Related: Jobs Data Disconnect from Consumer Spending, Markets Disconnect from Reality

Economists in the George W. Bush Administration had their share of flawed calls too. The government originally reported that GDP growth fell 3.8% in the fourth quarter of 2008. In reality, the economy contracted by nearly 9% that quarter, a much steeper drop than the original prediction.

Silver says economists have "fewer excuses" than other professionals for making mistakes. Their predictions are often too sanguine and economic experts "aren't very good at providing an honest description of the uncertainty in their forecasts."

As for President Obama's economics team, the incorrect suppositions resulted in a stimulus package that was too myopic, Silver says in an interview with The Daily Ticker. "That's a case where you do have to think through the problem and work through the details and acknowledge some humility," he adds.

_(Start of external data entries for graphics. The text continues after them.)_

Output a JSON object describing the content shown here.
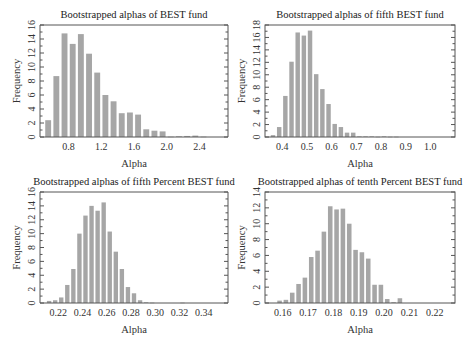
{
  "chart_data": [
    {
      "type": "bar",
      "title": "Bootstrapped alphas of BEST fund",
      "xlabel": "Alpha",
      "ylabel": "Frequency",
      "xlim": [
        0.45,
        2.75
      ],
      "ylim": [
        0,
        16
      ],
      "xticks": [
        "0.8",
        "1.2",
        "1.6",
        "2.0",
        "2.4"
      ],
      "xtick_values": [
        0.8,
        1.2,
        1.6,
        2.0,
        2.4
      ],
      "yticks": [
        0,
        2,
        4,
        6,
        8,
        10,
        12,
        14,
        16
      ],
      "bin_width": 0.1,
      "categories": [
        0.55,
        0.65,
        0.75,
        0.85,
        0.95,
        1.05,
        1.15,
        1.25,
        1.35,
        1.45,
        1.55,
        1.65,
        1.75,
        1.85,
        1.95,
        2.05,
        2.15,
        2.25,
        2.35,
        2.45
      ],
      "values": [
        2.4,
        8.7,
        14.8,
        13.3,
        14.7,
        11.9,
        9.2,
        6.0,
        5.1,
        3.4,
        3.5,
        3.2,
        1.1,
        0.9,
        0.8,
        0.05,
        0.1,
        0.15,
        0.2,
        0.05
      ],
      "open_left_axis": true
    },
    {
      "type": "bar",
      "title": "Bootstrapped alphas of fifth BEST fund",
      "xlabel": "Alpha",
      "ylabel": "Frequency",
      "xlim": [
        0.33,
        1.1
      ],
      "ylim": [
        0,
        18
      ],
      "xticks": [
        "0.4",
        "0.5",
        "0.6",
        "0.7",
        "0.8",
        "0.9",
        "1.0"
      ],
      "xtick_values": [
        0.4,
        0.5,
        0.6,
        0.7,
        0.8,
        0.9,
        1.0
      ],
      "yticks": [
        0,
        2,
        4,
        6,
        8,
        10,
        12,
        14,
        16,
        18
      ],
      "bin_width": 0.025,
      "categories": [
        0.3625,
        0.3875,
        0.4125,
        0.4375,
        0.4625,
        0.4875,
        0.5125,
        0.5375,
        0.5625,
        0.5875,
        0.6125,
        0.6375,
        0.6625,
        0.6875,
        0.7125,
        0.7375,
        0.7625,
        0.7875,
        0.8125,
        0.8375,
        0.8625,
        0.8875,
        0.9125,
        0.9375
      ],
      "values": [
        0.3,
        1.6,
        6.6,
        12.1,
        16.8,
        16.3,
        17.1,
        10.1,
        7.7,
        5.3,
        2.1,
        1.6,
        0.7,
        0.7,
        0.1,
        0.1,
        0.1,
        0.05,
        0.1,
        0.05,
        0.05,
        0.0,
        0.0,
        0.0
      ],
      "open_left_axis": false
    },
    {
      "type": "bar",
      "title": "Bootstrapped alphas of fifth Percent BEST fund",
      "xlabel": "Alpha",
      "ylabel": "Frequency",
      "xlim": [
        0.205,
        0.36
      ],
      "ylim": [
        0,
        16
      ],
      "xticks": [
        "0.22",
        "0.24",
        "0.26",
        "0.28",
        "0.30",
        "0.32",
        "0.34"
      ],
      "xtick_values": [
        0.22,
        0.24,
        0.26,
        0.28,
        0.3,
        0.32,
        0.34
      ],
      "yticks": [
        0,
        2,
        4,
        6,
        8,
        10,
        12,
        14,
        16
      ],
      "bin_width": 0.005,
      "categories": [
        0.2125,
        0.2175,
        0.2225,
        0.2275,
        0.2325,
        0.2375,
        0.2425,
        0.2475,
        0.2525,
        0.2575,
        0.2625,
        0.2675,
        0.2725,
        0.2775,
        0.2825,
        0.2875,
        0.2925,
        0.2975,
        0.3025,
        0.3075,
        0.3125,
        0.3175,
        0.3225,
        0.3275,
        0.3325
      ],
      "values": [
        0.3,
        0.4,
        0.8,
        2.6,
        4.9,
        10.0,
        12.6,
        14.0,
        13.3,
        14.5,
        10.3,
        7.4,
        4.9,
        2.3,
        1.4,
        0.4,
        0.1,
        0.05,
        0.0,
        0.0,
        0.0,
        0.0,
        0.05,
        0.0,
        0.0
      ],
      "open_left_axis": true
    },
    {
      "type": "bar",
      "title": "Bootstrapped alphas of tenth Percent BEST fund",
      "xlabel": "Alpha",
      "ylabel": "Frequency",
      "xlim": [
        0.153,
        0.228
      ],
      "ylim": [
        0,
        14
      ],
      "xticks": [
        "0.16",
        "0.17",
        "0.18",
        "0.19",
        "0.20",
        "0.21",
        "0.22"
      ],
      "xtick_values": [
        0.16,
        0.17,
        0.18,
        0.19,
        0.2,
        0.21,
        0.22
      ],
      "yticks": [
        0,
        2,
        4,
        6,
        8,
        10,
        12,
        14
      ],
      "bin_width": 0.0025,
      "categories": [
        0.15875,
        0.16125,
        0.16375,
        0.16625,
        0.16875,
        0.17125,
        0.17375,
        0.17625,
        0.17875,
        0.18125,
        0.18375,
        0.18625,
        0.18875,
        0.19125,
        0.19375,
        0.19625,
        0.19875,
        0.20125,
        0.20375,
        0.20625,
        0.20875,
        0.21125,
        0.21375,
        0.21625,
        0.21875
      ],
      "values": [
        0.3,
        0.4,
        1.3,
        2.4,
        3.2,
        5.8,
        6.6,
        9.0,
        12.2,
        11.8,
        11.9,
        10.0,
        6.7,
        6.4,
        5.6,
        2.3,
        2.3,
        0.5,
        0.1,
        0.6,
        0.0,
        0.0,
        0.0,
        0.0,
        0.0
      ],
      "open_left_axis": false
    }
  ]
}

Related: U.S. Economy Needs More Fiscal Stimulus: Christina Romer Defends Keynesian Economics

The general track record for economists could be viewed as embarrassingly poor. Silver cites one study that found economists in the 1990s accurately predicted only two of the 60 recessions around the world a year ahead of time.

Economists may be the most egregious example of when forecasting goes wrong, but Silver says even the best prognosticators are not striving for perfection.

"We want to get 80%-85% of predictions right, not 100%," he says. "Or else we calibrated our estimates in the wrong way."